For refusing to recant her Christianity, the Romans subjected her to thirteen tortures, including – putting her into a barrel with knives (or glass) stuck into it and rolling it down a street (according to tradition, the one now called Baixada de Santa Eulalia “Saint Eulalia’s descent”), cutting off her breasts, crucifixion on an X-shaped cross. She is depicted with this cross, the instrument of her martyrdom. Finally, she was decapitated. A dove is supposed to have flown forth from her neck following her decapitation.
This is one point of similarity with the story of Eulalia of Mérida, in which a dove flew from the girl’s mouth at the moment of her death. In addition, Eulalia of Mérida’s tortures are sometimes enumerated among the Barcelona martyrs and the two were similar in age and year of death. St Eulalia was Canonised in 633.
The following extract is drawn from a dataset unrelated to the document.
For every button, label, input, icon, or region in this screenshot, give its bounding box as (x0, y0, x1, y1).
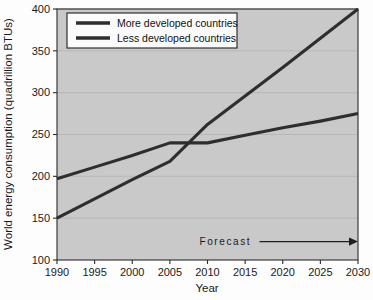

Eulalia is commemorated with statues and street names throughout Barcelona. Her body was originally interred in the church of Santa Maria de les Arenes (St Mary of the Sands, now Santa Maria del Mar, St Mary of the Sea). It was hidden in 713 during the Moorish invasion and only recovered in 878. In 1339, it was relocated to an alabaster sarcophagus in the crypt of the newly built Cathedral of of the Holy Cross and St Eulalia. The festival of Saint Eulalia is held in Barcelona for a week around her feast day on 12 February. 

One of the most well-known and endearing parts of the Cathedral of the Holy Cross and Saint Eulalia of Barcelona is the crypt of Saint Eulalia. The magnificent Gothic tomb incorporates Romanesque elements from other sources, such as the bases and capitals holding up the structure of the polychromed marble sarcophagus solemnly inaugurated in 1339. The sculptor is known to have come from the region of Pisa.
St Eulalia’s the sarcophagus is crowned by five images – four angels with candlesticks and, in the centre, the image of the Eulalia. The crypt has a keystone representing the Saint Eulalia and the Christ Child placing a crown on the Saint of Barcelona.
Behind the Gothic sepulchre is the original sepulchre of Saint Eulalia, which was found by the bishop Frodoino in 878 in the cemetery of Santa María del Mar and a piece of broken marble with the original inscription commemorating her.